Thursday, June 21, 2012

Part Twenty-Eight, Chapter Six - Presumably Puerto Rico, But Who Else?

In Hubbard's satirical take on America, there's a talk show called Midnight All Day hosted by someone named Donny Fartson.  Truly this author is as insightful as he is hilarious.

Days pass, the media blitzkrieg goes on, and Whiz Kid fever continues to spread.  The scheduled test drive morphs into a Demolition Derby and Combined Endurance Run pitting Heller against professional racers.  A Whiz Kid video game is sold in drug stores (?), and "If you won, you got to wear glasses" (?!).  Heller installs his alien carburetor, unknowingly bringing it closer to destruction by running it for an hour.  And Utanc is completely absent from the chapter, again begging the question of why in the Nine Hells she was put in the story in the first place.

Gris decides that "Maybe Madison knew something I didn't know," proving that given enough time he will eventually be able to spot the obvious.  Unfortunately Madison is so busy he doesn't even hear Gris' attempts to yell at him.  So instead the Apparatus agent visits Mr. Bury to talk about the "other thing," and after Bury mistakes the subject for two of Rockecenter's mistresses, he admits that while he hasn't the slightest idea of what Madison is up to, he has full confidence in the man's work.

So Gris does the only logical thing: he goes back to Madison's office and patiently waits until the end of the day, then confronts Madison and asks him to sit down and explain what the plan is and how a faulty carburetor doesn't affect - oh, wait, he doesn't do that.  Instead he gets Mr. Bury to give him the address of the Narcotici mob headquarters.

Yes, Gris has decided that since he doesn't know what the plan is (because he hasn't asked) and has concluded that everyone else is incompetent, he's going to bring in a third party to settle things.  He takes a taxi to the (bad) mafia's lair, which is right next to a courthouse, police headquarters and Federal Building.

The splendid sign, Total Control, Inc., fanned above a splendid arch.  The lobby had murals of American flags, depicting its evolution from Betsy Tea--calmly sewing the first flag with a joint in her smiling mouth--and adding star by star the appropriate and applicable drug of the state with charming little frescoes of the events.  Obviously, American history was firmly based on drugs.  The murals stopped with fifty-four stars, which dated the mural.  A group of schoolchildren were on a guided tour but I pushed through them.

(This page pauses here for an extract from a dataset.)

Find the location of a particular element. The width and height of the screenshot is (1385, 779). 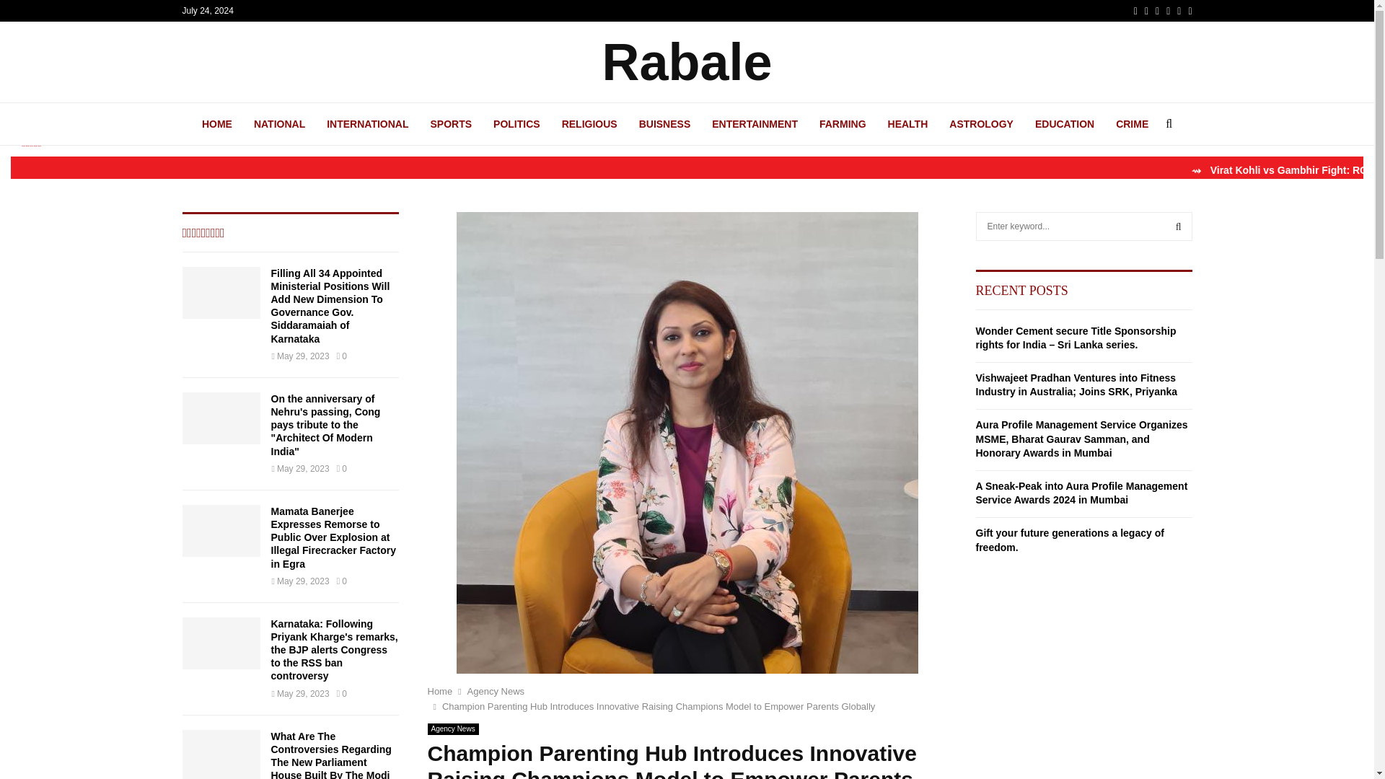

Hey, the drugs are back.  They popped up at the beginning of the previous book and were in the background of two scenes in this one, but I guess the implication here is that America's firmly a drug culture with states selecting which mind-altering substances best represents them.  Even though nothing else we've been shown reinforces that.  It's not like we've had clients at the Gracious Palms complaining about the Corleones' "no-drugs" policy, or crowds of red-eyed college students trying to eat their research papers, or Izzy shaking off his cocaine addiction.

Also, I am now more interested in who the four newest members of the United States are than anything else going on in this story.

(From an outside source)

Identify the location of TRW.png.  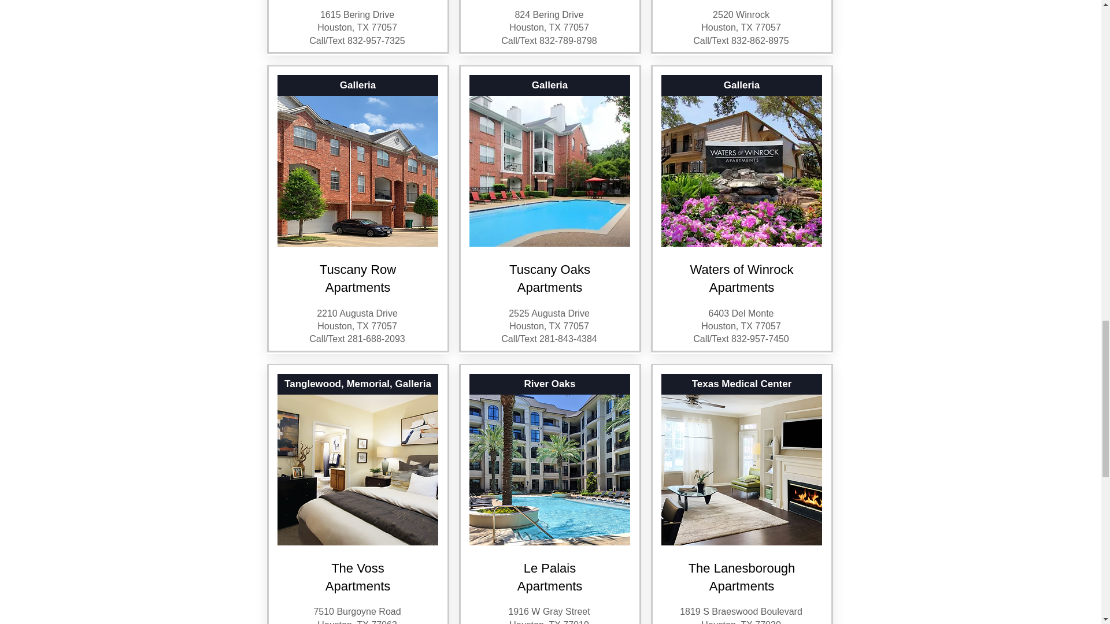
(358, 171).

Gris wants to see Faustino "The Noose" Narcotici and a secretary leads him into what he mistakes for an elevator, only for the girl to push a button and send Gris through a trap door and down a chute.  Gris is a genuine firearms expert, so that even after that rattling experience and having someone shove a gun barrel in his face, he's able to identify the weapon as a Bernadelli Model 80 .380 ACP seven-shot automatic pistol just by looking at it from the wrong end.  Some Sicilian mooks take Gris' pistol, complain about the noob "Fed" not checking his weapon in the coatroom and spooking the secretary when he set off the hidden metal detectors, but when Gris explains that he's here to see the boss and knows Mr. Bury, they send him on his way.

So Gris gets sent upstairs this time, and passes through the place New York's finest citizens gather every Saturday to get their mob pay-offs, "a huge banquet hall decorated with baskets of money and naked brunettes holding them..." what, they just stand around completely starkers all day long?  Past that is Faustino's office and the man himself, someone so fat his eyes are nearly hidden by drooping bags of flesh.

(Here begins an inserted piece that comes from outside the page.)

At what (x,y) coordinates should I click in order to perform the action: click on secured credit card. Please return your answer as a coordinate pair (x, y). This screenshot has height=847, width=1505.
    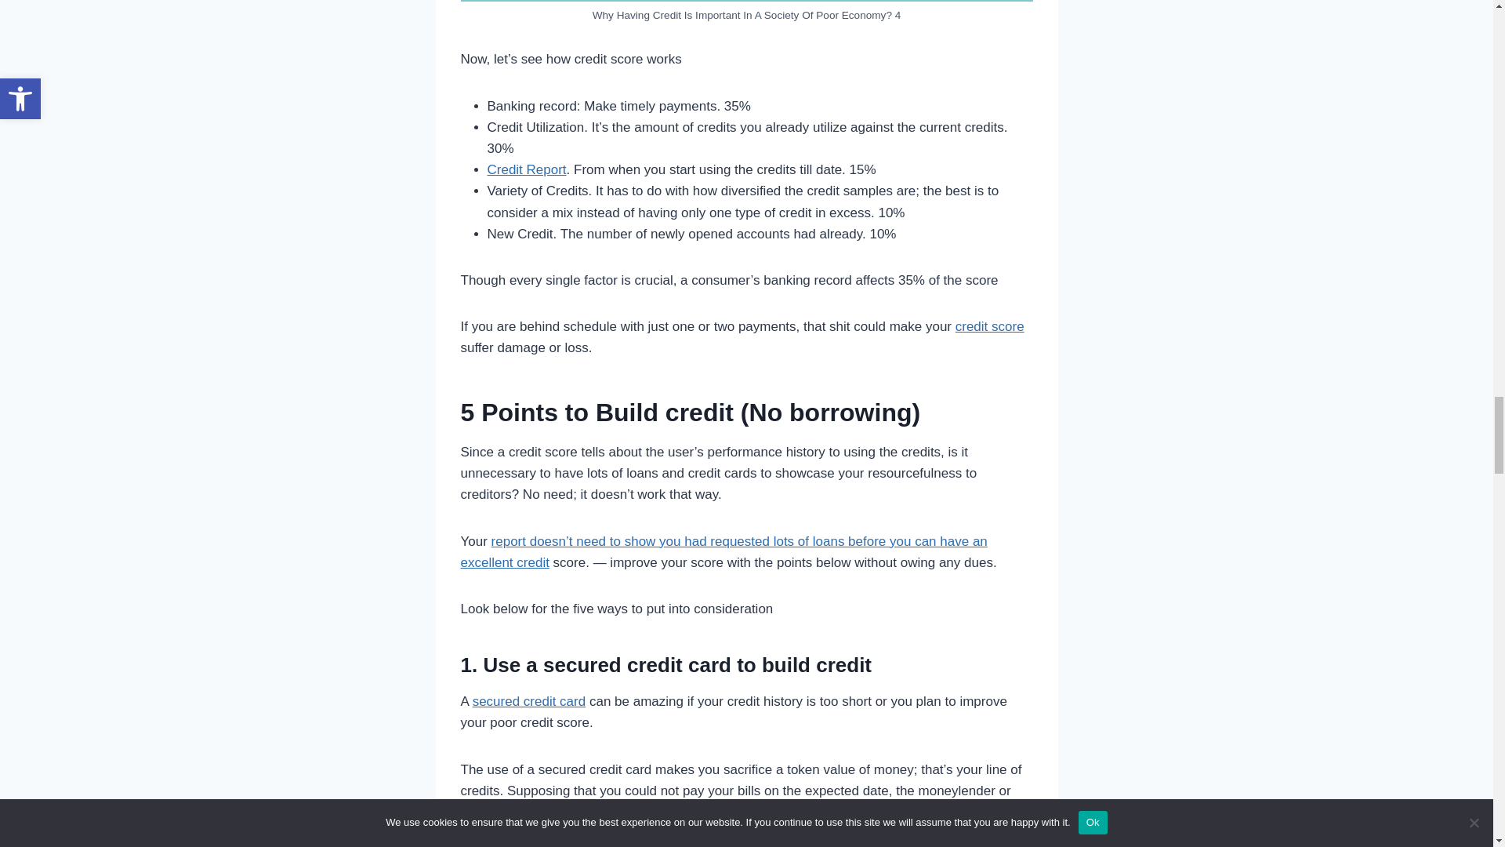
    Looking at the image, I should click on (529, 701).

Pleasantries are exchanged, Gris decides to show off his Italian, and after throwing Bury's name around he gets Faustino to loan him a pair of snipers for the race day.  Gris leaves, apologizes to the secretary in the lobby, and discovers that after they took his gun the mafia goons stuck an explosive plug in the barrel that would have taken his hand off if he tried to fire it.  Gris laments that you can't trust the mafia.  "They weren't honest."

On the bright side, now he has a pair of hitmen set to shoot out the tires of Heller's car during the upcoming derby, which will surely discredit and embarrass Heller, or even send him to the hospital!  Yes, everything is fine now that Gris has gone behind his boss' back to "fix" a plan he doesn't know the details of.  I mean, what are the odds that this could backfire horribly, or clash with the other conspirators' plans in a way that leaves Heller the victor?